A simple iptables setup for a diskless setup will allow traffic from localhost, from the server and for connections opened by the user:
##  iptables -A INPUT -i lo -j ACCEPT
##  iptables -A INPUT -s <server-ip> -j ACCEPT
##  iptables -A INPUT -m state --state ESTABLISHED,RELATED -j ACCEPT

and then use the policy to prevent any further incoming connections:
##  iptables -P INPUT DROP

When calling "/etc/init.d/iptables stop", this setup will result in the machine locking up after the first flushing call "${iptables_bin} -F", because any NFS-traffic is blocked by the default policy, which cannot be reset to "ACCEPT" as the binary is no longer available. 
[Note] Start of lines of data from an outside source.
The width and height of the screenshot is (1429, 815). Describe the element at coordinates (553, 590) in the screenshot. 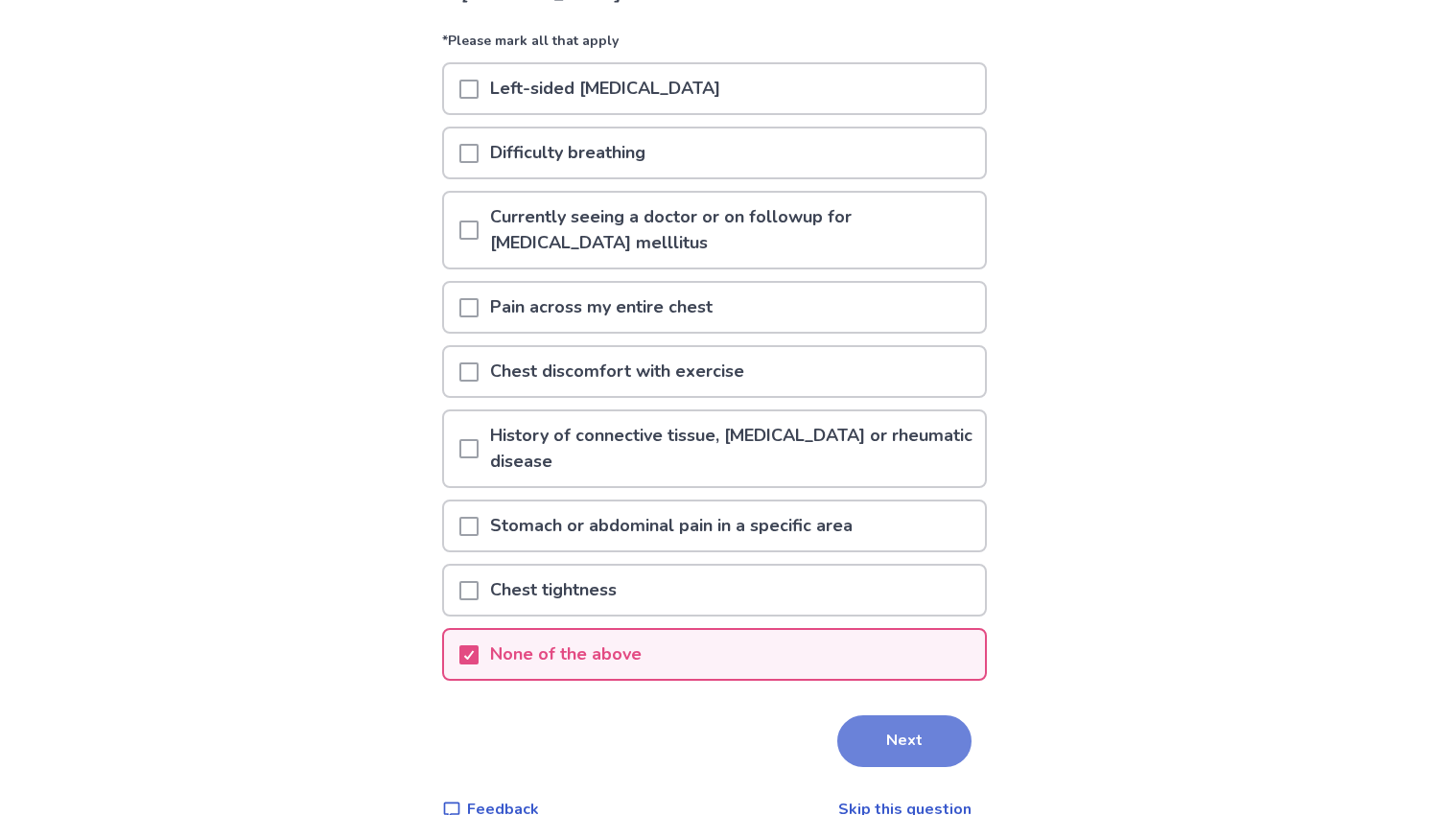

I see `p: Chest tightness` at that location.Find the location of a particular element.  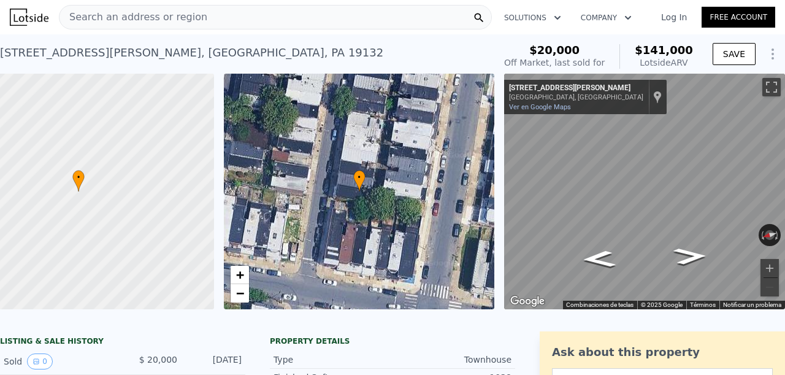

As a workaround, I changed the order of commands in /etc/init.d/iptables to set the table policy before flushing the table. This works fine for my simple diskless client, but I am not sure if other imaginable configurations would have trouble with it, like a complex ruleset for a firewall/NAT machine with custom tables that contain rewriting rules which should be deleted before changing the policy. I never had the reason to set up something like that and just don't know if it might have undesired effects.
While experimenting, I also tried disabling the problematic commands entirely, because my clients do not save the rules and work fine without stopping the firewall on shutdown. But other setups (like logging) would fail on syslog shutdown.

My suggestion would be to add an option like "STOP_ON_SHUTDOWN" to /etc/conf.d/iptables to allow customization as desired. The init script should also check if "/" is network mounted and act accordingly ("nfsmount" already does this on shutdown). 
Until then, one of the workarounds should do fine.
Comment 1 Jan 2006-11-17 07:25:44 UTC
Just checked and found that I misremembered the problems with init scripts:
"nfsmount" reports errors on unmounting the busy filesystems, it is "net.lo" (symlink net.eth0) that checks if the root filesystem is network mounted, using "is_net_fs". Dito for "checkroot" which uses the same function.
Sorry for any confusion.
Comment 2 SpanKY gentoo-dev 2006-11-17 10:26:23 UTC

*** This bug has been marked as a duplicate of 154269 ***
Comment 3 Jan 2006-11-17 10:54:21 UTC
Sorry about the duplicate, I failed to search for fixed bugs as the problem persists (I did not get the update because it does not show up on "emerge -uD world").